On April 5, the FCPA Blog published a post by Billy Jacobson about new Department of Justice (DOJ) policies regarding communications made via messaging apps and devices. Jacobson said he believed these policies “could threaten the more important, everyday work being done by compliance departments”.
Compliance departments are well-poised to handle the challenge about which Jacobson speaks, and it’s totally within their competency and wheelhouse to do so, considering their closely related responsibilities, the assistance they can and should receive from colleagues and regulatory technology, and the nature of the skill sets compliance officers possess today.
According to digital consultancy Kepios’s January 2023 data report, 59.4% of the population of the planet uses social networking platforms regularly – 4.76 billion people. And the number of users is growing at an annualized rate of 3%.
The way we communicate with each other … has changed completely, and the compliance and risk departments of businesses – as well as regulatory and law enforcement entities themselves – must evolve with these changes.
All of which means the way we communicate with each other, including the way we do business, has changed completely, and the compliance and risk departments of businesses – as well as regulatory and law enforcement entities themselves – must evolve with these changes.
The decision to adopt and use any new technology to transact business and certainly to communicate about such transactions has always needed a proper analysis of the compliance risk.
The SEC and FINRA have been addressing these issues for years (see here and here, the latter one having been amended last year with a compliance date of May 3), making any emphasis on a need to monitor communications associated with messaging apps an extension of regulated entities’ risk-monitoring and reporting obligations.

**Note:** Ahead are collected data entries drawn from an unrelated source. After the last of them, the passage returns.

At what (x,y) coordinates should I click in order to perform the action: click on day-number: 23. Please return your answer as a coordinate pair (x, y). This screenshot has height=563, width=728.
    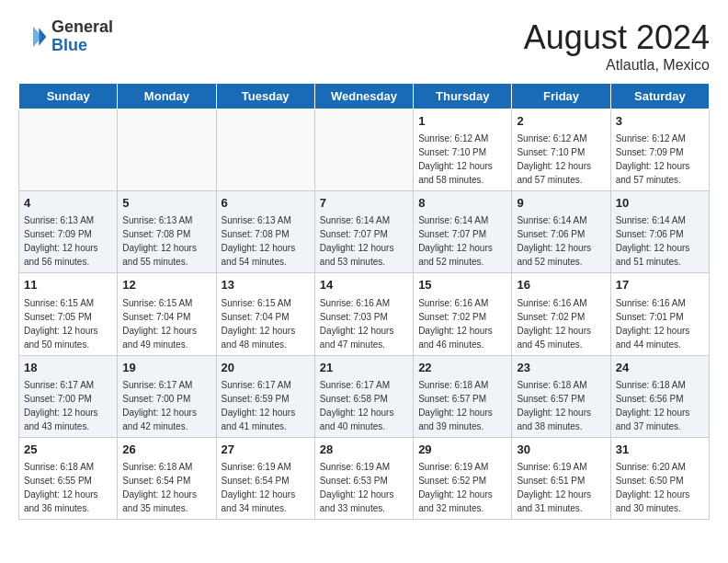
    Looking at the image, I should click on (561, 368).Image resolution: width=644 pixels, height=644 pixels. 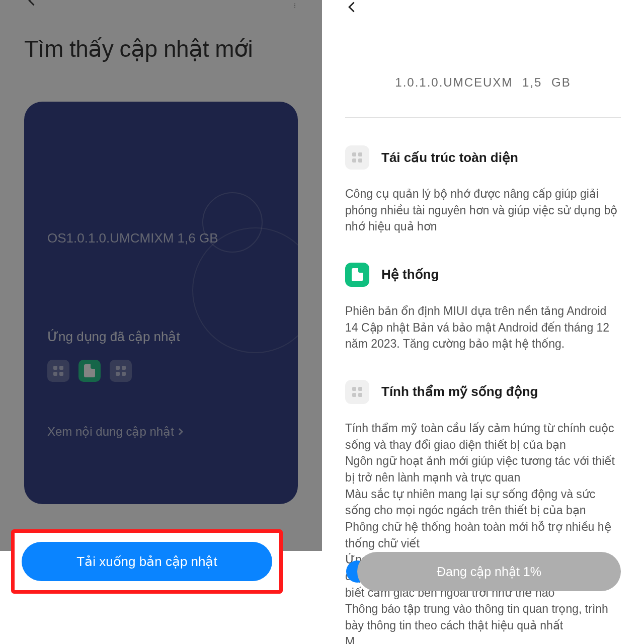 I want to click on view-content-label: Xem nội dung cập nhật, so click(x=111, y=432).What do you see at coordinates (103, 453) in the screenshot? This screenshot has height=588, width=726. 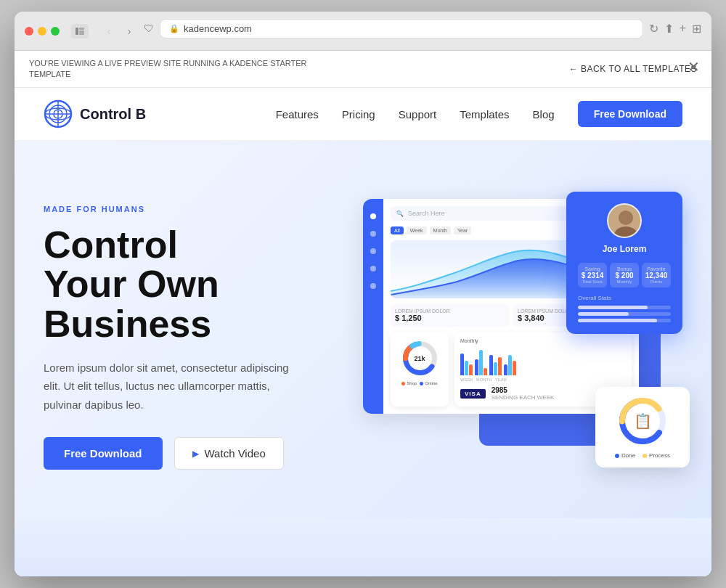 I see `hero-primary-btn: Free Download` at bounding box center [103, 453].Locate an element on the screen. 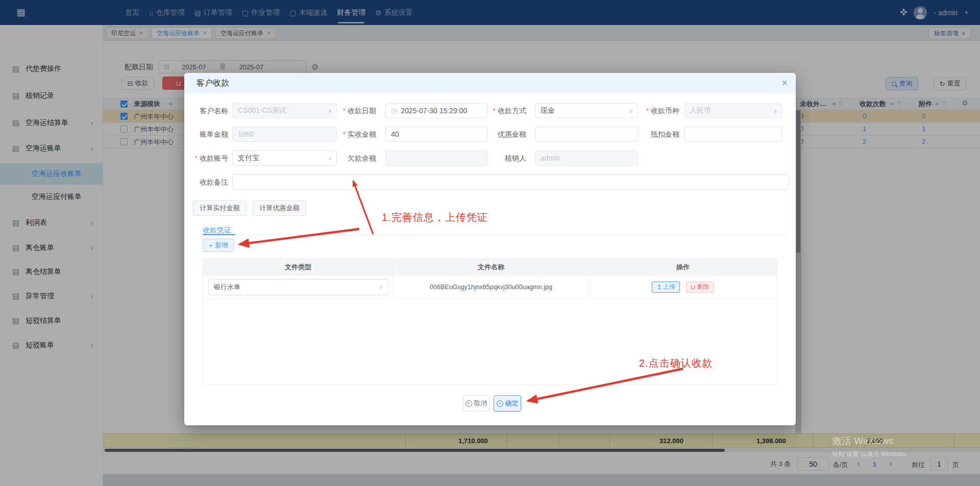 The image size is (980, 486). verifier-label: 核销人 is located at coordinates (503, 158).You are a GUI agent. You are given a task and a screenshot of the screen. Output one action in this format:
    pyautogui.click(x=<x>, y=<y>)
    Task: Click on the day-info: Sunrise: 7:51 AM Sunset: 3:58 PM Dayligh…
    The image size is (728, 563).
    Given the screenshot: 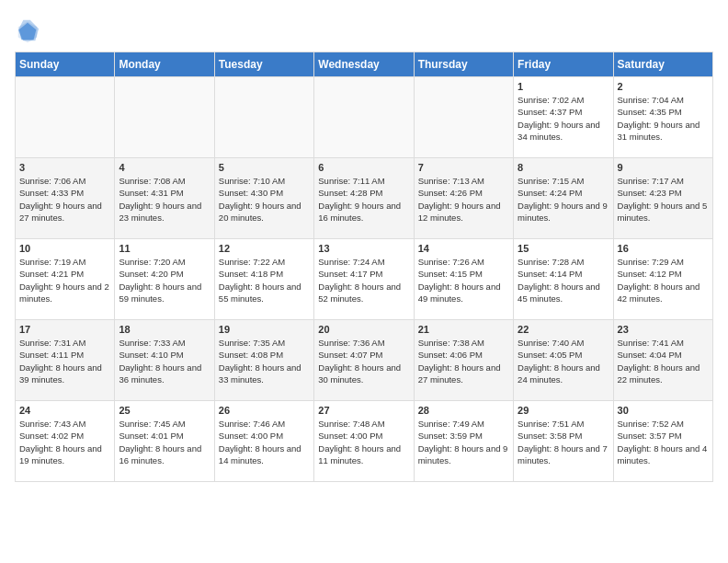 What is the action you would take?
    pyautogui.click(x=563, y=442)
    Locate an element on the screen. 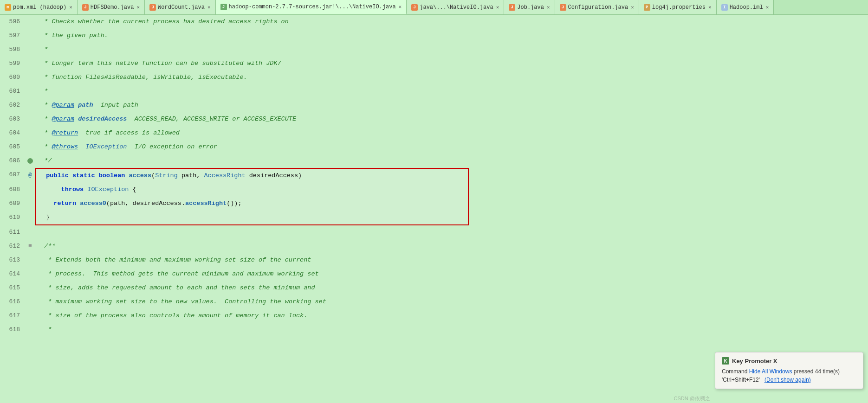 This screenshot has height=403, width=868. code-line-597: 597 * the given path. is located at coordinates (434, 36).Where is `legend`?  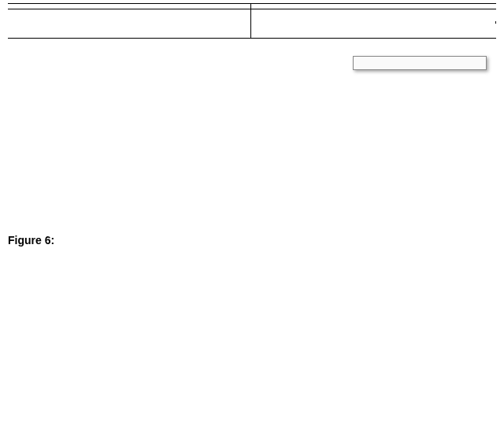
legend is located at coordinates (420, 63).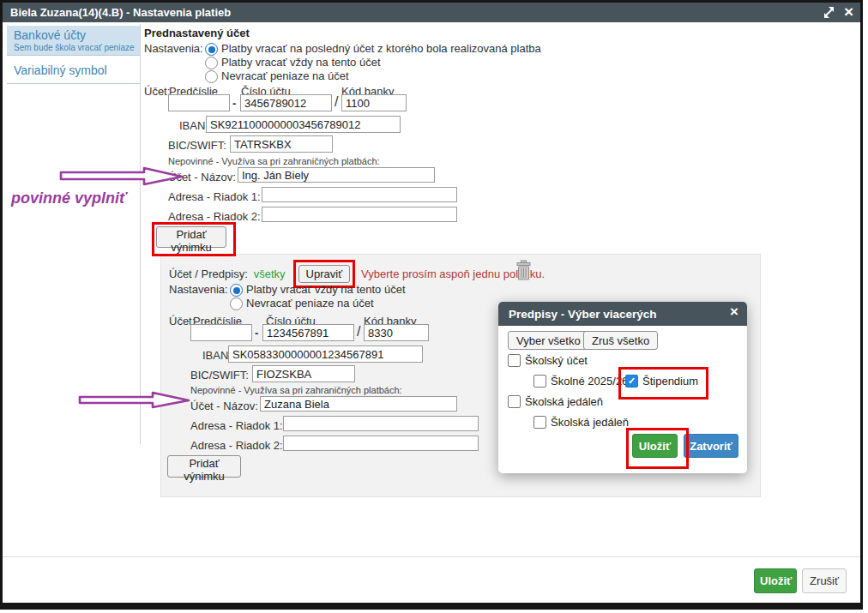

At the DOJ, an agency that has been quite vocal about its cooperation credit regime and how to earn such credit in seeking a declination, it is logical that a demonstrated effort on a business’s part to preserve and produce evidence would be a feature of its revised Evaluation of Corporate Compliance Programs (ECCP).
Chief compliance officers are well-suited to explain how compliance programs have been tested and adapted to meet the challenges of ever-changing risk.
In referring to the DOJ’s updated ECCP, the DOJ’s Criminal Division Chief Kenneth Polite (a former chief compliance officer) has said that chief compliance officers are well-suited to explain how compliance programs have been tested and adapted to meet the challenges of ever-changing risk, noting that doing so within investigations enables the compliance team to showcase its ownership of the compliance program.
But he also emphasizes that they should not be operating in this arena alone – nor should this be implied in any of DOJ’s recent policy developments. Polite says “other senior management should also participate, taking ownership of their role in the compliance program and demonstrating a commitment to compliance.”
That means the compliance officer, along with his or her colleagues in information security, operations, legal, and other areas, will have a role to play. The CCO will not carry the load alone, which is the case whether we are talking about preserving data from messaging apps or other types of data produced by the business.
To that end, there is regulatory technology that can help these professionals monitor, store, produce, and report effectively on communications from a variety of channels – whether you’re talking about email, intranet, social media comms, instant messaging, blogs, video conferencing, or others.
In sum: Today’s compliance department is already equipped professionally – and can be equipped technologically – to meet yet another challenge in an ever-changing risk landscape.
This piece first appeared on the FCPA blog.